Insulating the coop?

jquattlebaum

In the Brooder
Mar 19, 2016
21
0
22
Georgia
Me and my husband are new to having chickens and we just started building our coop. We live in southern Georgia so we were wondering if we should/need to insulate our coop. It's going to be a 5x5 space with a metal roof and wood sides, if that makes any difference.
 
Insulate their coop? No. Ventilate their coop? YES, YES and YES!!!!!
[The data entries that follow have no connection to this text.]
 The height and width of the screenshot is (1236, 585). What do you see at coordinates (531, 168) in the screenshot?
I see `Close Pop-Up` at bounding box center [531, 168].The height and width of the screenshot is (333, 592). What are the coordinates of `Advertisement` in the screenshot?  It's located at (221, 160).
They are birds with feathers and will do fine with no heat and no insulation. What they need is a dry space to roost. Well ventilated is dry. In your climate, heat will be a bigger burden on them than cold.
 
Me and my husband are new to having chickens and we just started building our coop. We live in southern Georgia so we were wondering if we should/need to insulate our coop. It's going to be a 5x5 space with a metal roof and wood sides, if that makes any difference.
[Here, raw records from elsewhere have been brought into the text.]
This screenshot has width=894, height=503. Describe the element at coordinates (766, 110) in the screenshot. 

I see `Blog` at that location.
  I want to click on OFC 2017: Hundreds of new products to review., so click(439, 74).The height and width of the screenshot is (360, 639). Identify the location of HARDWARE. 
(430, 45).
Insulation is really not nessisary, and unless well covered, your birds will try to get in it and eat it. I live in Nebraska, much colder then you, my birds spend the winter in a unheated barn.
Ventilation is what is really nessisary, especially at your heat and humidity. Humidity is terrible on birds. It makes them more wet, and then they cannot get warm again.
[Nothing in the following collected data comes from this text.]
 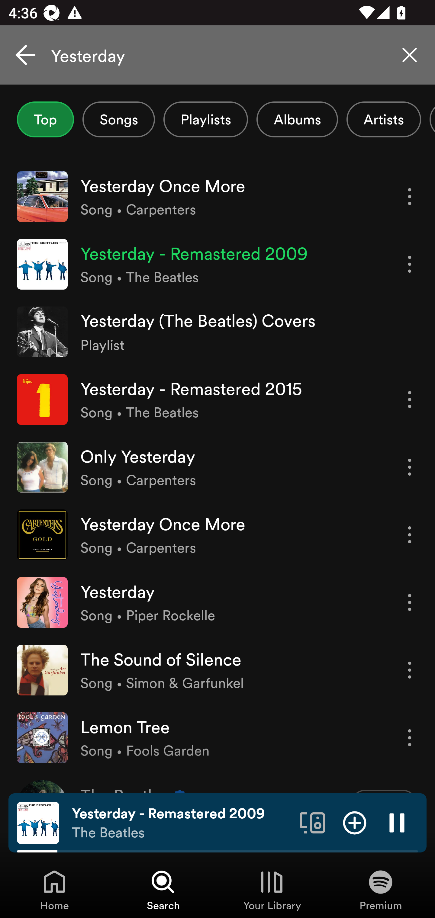 What do you see at coordinates (409, 197) in the screenshot?
I see `More options for song Yesterday Once More` at bounding box center [409, 197].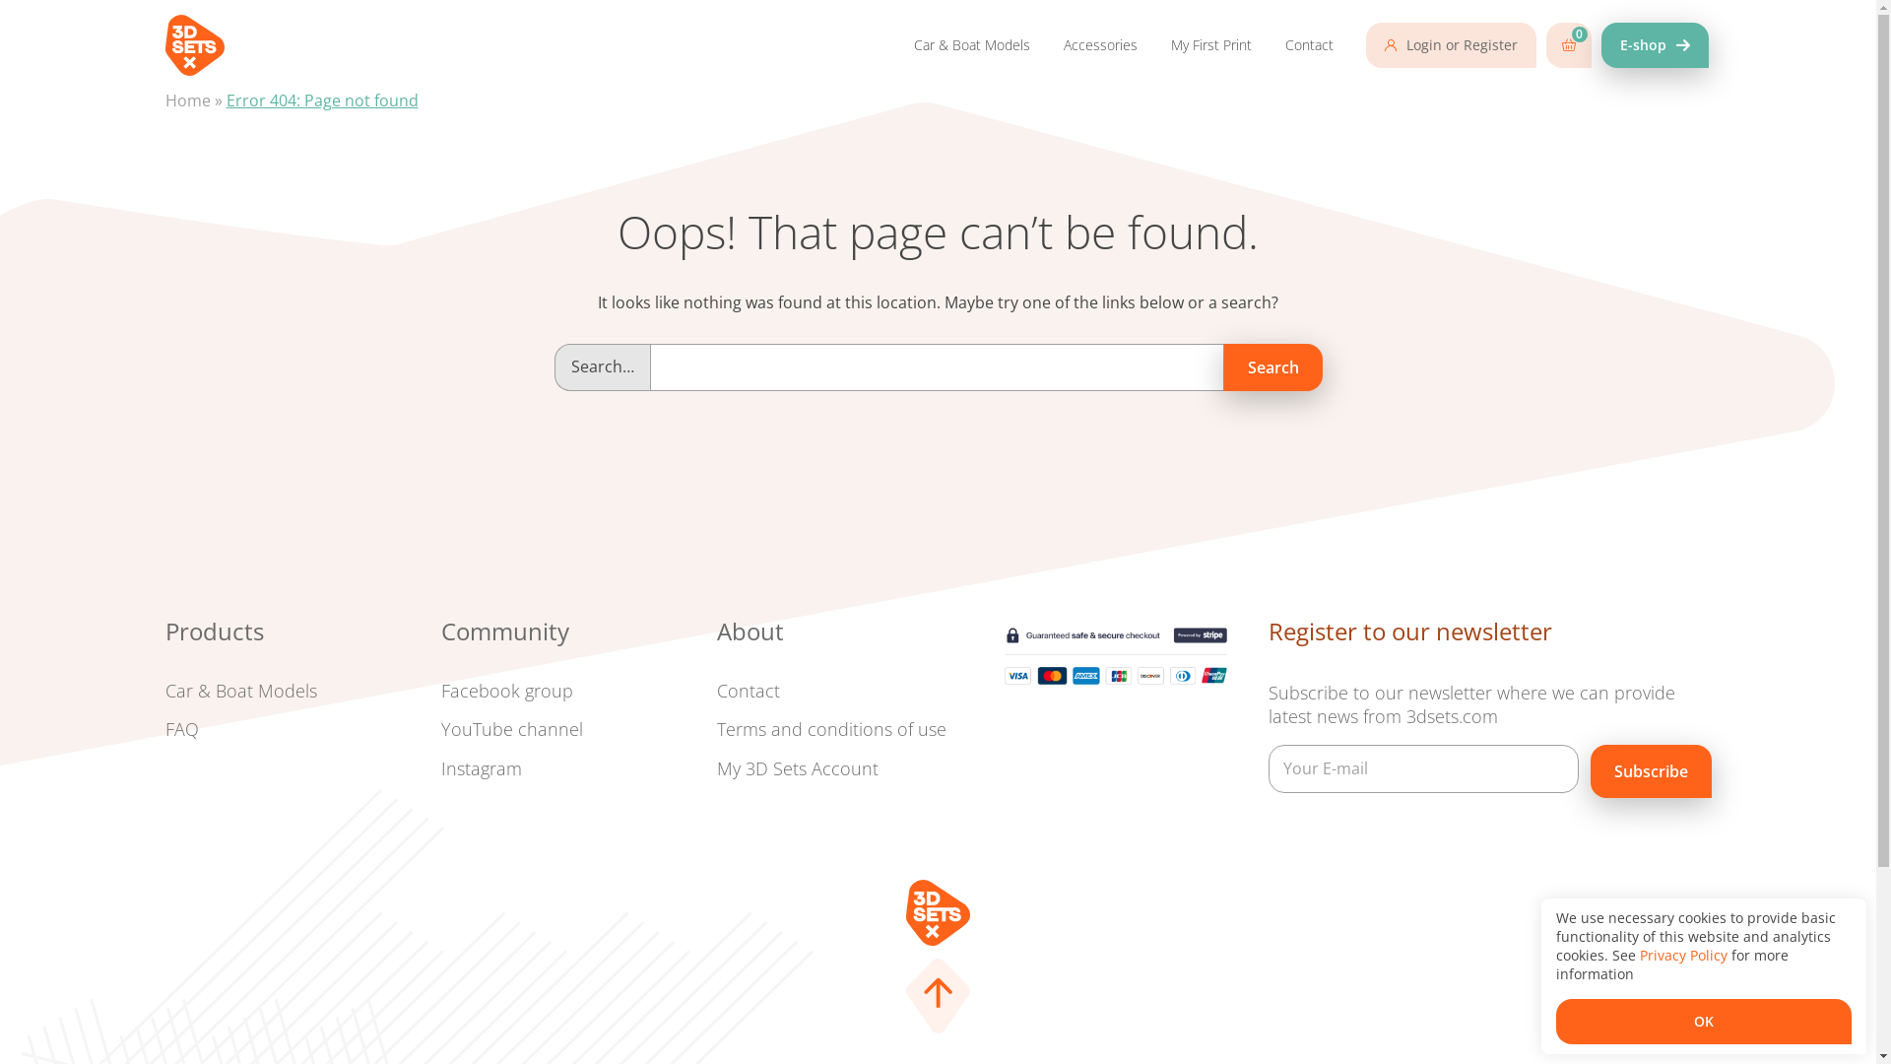  What do you see at coordinates (831, 729) in the screenshot?
I see `Terms and conditions of use` at bounding box center [831, 729].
It works best if you build your vents above where your hens roost. This way the birds do not get too strong of gusts but keep fresh air.
 
I would go totally open front with hardware cloth facing the summer prevailing winds in a shady place. In my experience, an insulated building once hot stays hot until the outside air cools for a few days, In the winter an insulated building stays cooler than the outdoors until the weather warms up for a few days, Heat is generally harder on birds than cold. I would paint your metal roof white to stay cooler in the summer.
 
Yes the coop I am currently building for my summer flock is almost entirely open on one half that I intend to point east and open 2 feet on the north, south, and west sides to allow lots of circulation, with closeable flaps for summer storms. With your temperatures that would make a lot of sense. The white tin roof is genius and I intend to use it, thanks!